“Would you poison the entire garden to kill one weed?” asked Justin Hanes at the opening of his talk at the 2012 Johns Hopkins annual NanoBio Symposium. “Unfortunately, that is how most chemotherapy works today.” Hanes is a professor of ophthalmology at Johns Hopkins School of Medicine and an affiliated faculty member of the Institute for NanoBioTechnology.
On average, less than one percent of any chemotherapy cancer treatment will go to a patient’s tumor. The remaining 99 percent circulates through the rest of the patient’s body, kills healthy cells unnecessarily, and causes often unbearable side effects.
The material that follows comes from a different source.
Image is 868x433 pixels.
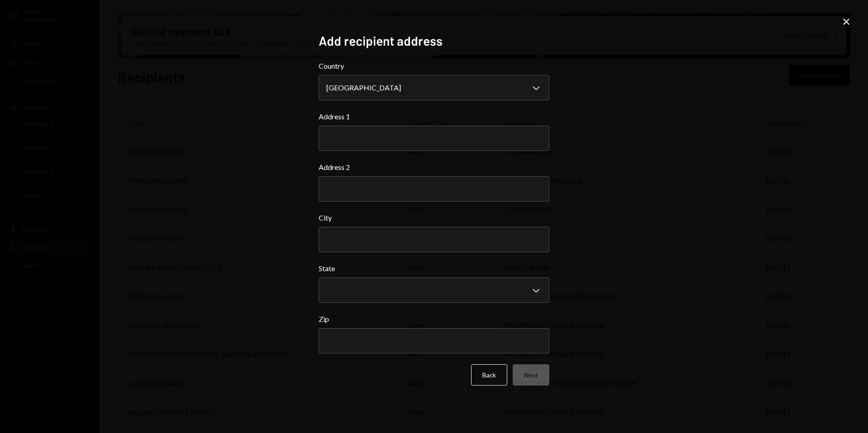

This alarming statistic has led Hanes and his team to focus on targeted, chemotherapeutic drug delivery using nanoparticles.
Hanes explained that nanoparticles are ideal in cancer treatment because tumors form new blood vessels within themselves to be able to receive nutrients, and these tumor-associated blood vessels are leaky. Thin, leaky blood vessel walls are ideal for drug-loaded nanoparticles, which are on the order of 1-100 nanometers in diameter, to break through to reach tumor cells. The ultimate goal of nanoparticle drug delivery for cancer is to synthesize bio-targeted particles that provide localized delivery straight to the tumor alone, improving drug effectiveness and reducing undesirable side effects.